A shock to the academic community, and those friends and family closest to him, his premature departure at 46 has left a sudden hole in the lives of many. Students devoted to his ‘fun’, ‘interesting’ and ‘cool’ teaching style, and the way he ‘keeps it real’, were left with confusion and sadness when he didn’t show up to teach his criminology lecture at Berkeley College on Monday. His glowing reviews on ratemyprofessor.com reveal that he influenced a generation of young scholars in the fields of sociology, anthropology, criminology and drug research.
And the regulars at Bar 169 surely felt the physical absence of ‘the Professor’ that Monday night. Tucked away in the backroom of the bar, I, myself, mourned the loss of someone, who, a decade earlier, would undoubtedly alter the course of my life and career.
Friends first, we spent many an afternoon riding bikes, eating out in Chinatown, or going to see free concerts in the park, such as George Clinton and Patti Smith. But Dr Steve would also go on to be an influential mentor and colleague over the years. In 2005, he was the second reader on my Master’s thesis in Anthropology at Hunter College, CUNY. And in 2006, he introduced me to the Society for the Study of Social Problems (SSSP), an organization and annual conference that would see us present on similar panels in Montreal, NYC, Las Vegas and Denver. He gave useful comments on my PhD dissertation, he graces the acknowledgements of my new book (Sex, Love and Money in Cambodia), and he invited me to guest lecture in his class at Berkeley College. And it is also thanks to Steve that I was first introduced to the National Development and Research Institutes (NDRI) several years back—which is where I currently hold my own postdoctoral fellowship.
Known for his PhD research at CUNY Graduate Center on cannabis use and sales in NYC and Rotterdam, Dr Steve also did extensive ethnographic research through NDRI on drug users, drug markets and subcultures, with a focus on global marijuana users and retailers, heroin-using lap dancers in NYC, and Mexican drug gangs and sex workers. At Berkeley, he was currently doing comparative work on global drug policy.
During his post at NDRI, he published several papers with Eloise Dunlap, Charles Kaplan, Sam Friedman, Andrew Golub, Ellen Benoit and the late Bruce Johnson, to name a few. And in 2009, Dr Steve and his co-authors (Johnson, Golub, and Dunlap) were winners of the Outstanding Paper Award from Jim Walther for the paper titled An Analysis of Alternatives to New York City’s Current Marijuana Arrest and Detention Policy, (Policing: An International Journal of Police Strategies & Management, 2008). The article was chosen by the editorial team as the journal’s most impressive piece of the year. In addition to his faculty post at Berkeley College, he lectured extensively within the CUNY system, at Hunter College, John Jay, and College of Staten Island.
There will be a gap in the program at this year’s 63rd Annual SSSP Conference, taking place in August in New York City, where he was set to present at, and chair a panel titled ‘Global Innovations in Drug Policy’. It was during this same conference in NY in 2007 that Steve led informal tours of notorious historical drug spots in downtown NYC, which was yet another opportunity to flaunt his extensive subcultural drug knowledge. This was the Steve those closest to him knew and loved, as he lived life like an ethnography--an ongoing project of life on the edge.
His passing far too soon and sudden, memories of Dr Steve and his important contributions will echo in the halls of sociology and criminology departments for decades to come. Scholar, teacher, mentor, friend…the Professor will be missed.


• Action item: Each line holding the string "primitives" is to be copied from the data.

• Recorded information:
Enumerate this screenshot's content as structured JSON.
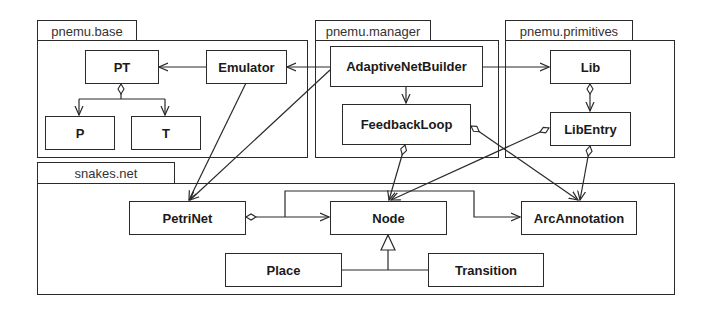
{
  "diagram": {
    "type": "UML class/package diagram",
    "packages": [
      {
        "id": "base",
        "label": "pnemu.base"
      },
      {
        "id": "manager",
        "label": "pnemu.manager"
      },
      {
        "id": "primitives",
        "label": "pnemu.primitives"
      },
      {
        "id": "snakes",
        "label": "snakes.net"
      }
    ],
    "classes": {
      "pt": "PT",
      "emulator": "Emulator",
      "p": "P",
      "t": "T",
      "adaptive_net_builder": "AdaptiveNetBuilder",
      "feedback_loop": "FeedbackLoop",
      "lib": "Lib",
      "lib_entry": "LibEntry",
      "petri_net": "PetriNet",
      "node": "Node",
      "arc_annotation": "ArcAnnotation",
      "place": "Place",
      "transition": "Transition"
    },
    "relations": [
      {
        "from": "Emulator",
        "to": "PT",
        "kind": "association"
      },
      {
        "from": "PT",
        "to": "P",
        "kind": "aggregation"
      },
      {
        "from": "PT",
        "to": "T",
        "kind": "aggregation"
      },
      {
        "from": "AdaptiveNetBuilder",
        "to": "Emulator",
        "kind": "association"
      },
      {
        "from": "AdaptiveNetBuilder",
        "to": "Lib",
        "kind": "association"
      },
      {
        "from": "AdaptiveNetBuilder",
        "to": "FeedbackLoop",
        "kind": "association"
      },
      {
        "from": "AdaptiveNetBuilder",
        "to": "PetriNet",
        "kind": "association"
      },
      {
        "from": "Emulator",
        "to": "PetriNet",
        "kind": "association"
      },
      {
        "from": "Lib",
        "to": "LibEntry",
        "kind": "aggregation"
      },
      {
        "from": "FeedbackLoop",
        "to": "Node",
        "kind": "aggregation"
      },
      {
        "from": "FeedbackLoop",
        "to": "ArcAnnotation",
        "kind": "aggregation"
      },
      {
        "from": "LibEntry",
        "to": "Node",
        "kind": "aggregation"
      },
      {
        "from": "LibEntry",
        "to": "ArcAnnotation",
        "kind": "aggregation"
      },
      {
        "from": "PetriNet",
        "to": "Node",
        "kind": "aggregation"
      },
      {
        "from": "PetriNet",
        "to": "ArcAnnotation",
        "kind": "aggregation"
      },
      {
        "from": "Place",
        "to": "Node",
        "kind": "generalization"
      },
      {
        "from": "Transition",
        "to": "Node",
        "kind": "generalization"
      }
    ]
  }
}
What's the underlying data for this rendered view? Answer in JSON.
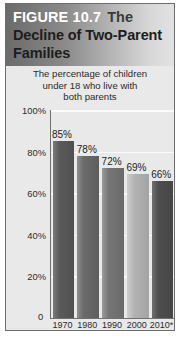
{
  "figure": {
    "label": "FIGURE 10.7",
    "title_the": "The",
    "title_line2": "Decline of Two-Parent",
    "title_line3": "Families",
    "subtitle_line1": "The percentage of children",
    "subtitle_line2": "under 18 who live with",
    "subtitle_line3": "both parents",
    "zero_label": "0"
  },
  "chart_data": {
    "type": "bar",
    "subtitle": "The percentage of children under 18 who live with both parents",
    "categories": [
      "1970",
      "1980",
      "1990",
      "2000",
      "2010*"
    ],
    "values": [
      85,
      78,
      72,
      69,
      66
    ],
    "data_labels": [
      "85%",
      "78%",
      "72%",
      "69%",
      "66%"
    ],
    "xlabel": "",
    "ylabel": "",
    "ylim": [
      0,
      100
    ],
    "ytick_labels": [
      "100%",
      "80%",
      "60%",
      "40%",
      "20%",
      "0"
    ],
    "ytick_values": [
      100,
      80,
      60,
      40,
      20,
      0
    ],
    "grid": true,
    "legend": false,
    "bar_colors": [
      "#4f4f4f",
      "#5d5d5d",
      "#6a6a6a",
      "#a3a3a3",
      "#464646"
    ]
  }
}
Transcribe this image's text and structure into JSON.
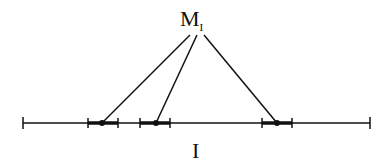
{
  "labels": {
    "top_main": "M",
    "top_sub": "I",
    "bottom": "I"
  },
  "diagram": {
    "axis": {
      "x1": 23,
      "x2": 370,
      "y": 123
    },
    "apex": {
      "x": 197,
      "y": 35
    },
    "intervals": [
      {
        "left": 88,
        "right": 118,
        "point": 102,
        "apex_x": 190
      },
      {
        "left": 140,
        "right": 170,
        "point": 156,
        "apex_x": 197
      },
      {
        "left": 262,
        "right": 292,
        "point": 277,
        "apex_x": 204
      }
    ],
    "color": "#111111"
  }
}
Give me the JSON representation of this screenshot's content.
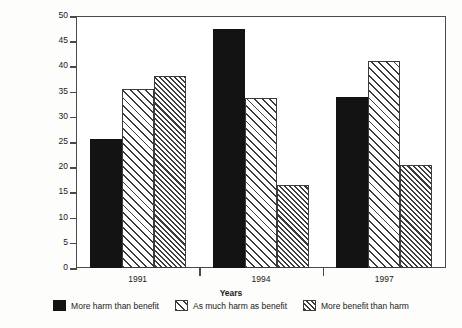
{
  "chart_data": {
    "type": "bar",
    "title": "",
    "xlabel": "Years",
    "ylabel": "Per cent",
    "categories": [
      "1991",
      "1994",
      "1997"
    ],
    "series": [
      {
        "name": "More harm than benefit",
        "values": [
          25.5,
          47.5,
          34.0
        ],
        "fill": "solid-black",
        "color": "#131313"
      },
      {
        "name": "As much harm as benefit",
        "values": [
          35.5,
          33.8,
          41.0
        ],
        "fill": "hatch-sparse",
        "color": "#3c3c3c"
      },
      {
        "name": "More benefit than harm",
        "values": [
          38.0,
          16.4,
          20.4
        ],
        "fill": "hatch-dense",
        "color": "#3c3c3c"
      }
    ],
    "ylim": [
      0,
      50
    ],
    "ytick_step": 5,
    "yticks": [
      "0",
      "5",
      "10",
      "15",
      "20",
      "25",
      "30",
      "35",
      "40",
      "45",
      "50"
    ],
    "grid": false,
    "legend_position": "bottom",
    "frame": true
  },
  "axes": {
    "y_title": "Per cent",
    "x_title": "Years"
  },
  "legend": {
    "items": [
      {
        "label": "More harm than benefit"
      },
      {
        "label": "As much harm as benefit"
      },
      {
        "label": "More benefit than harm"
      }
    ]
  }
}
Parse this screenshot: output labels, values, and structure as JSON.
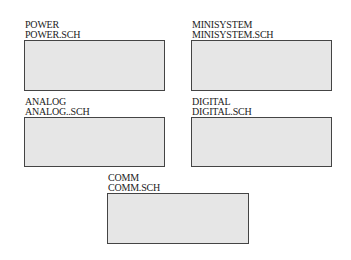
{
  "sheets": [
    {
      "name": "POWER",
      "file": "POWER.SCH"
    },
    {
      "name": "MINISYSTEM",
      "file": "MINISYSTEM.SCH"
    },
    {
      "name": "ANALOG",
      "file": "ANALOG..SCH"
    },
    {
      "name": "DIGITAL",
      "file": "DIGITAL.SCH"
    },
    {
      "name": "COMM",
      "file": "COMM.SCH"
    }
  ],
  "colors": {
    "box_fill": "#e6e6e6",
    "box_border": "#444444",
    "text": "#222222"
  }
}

• Solved problem:
        "id": "primitives",
        "label": "pnemu.primitives"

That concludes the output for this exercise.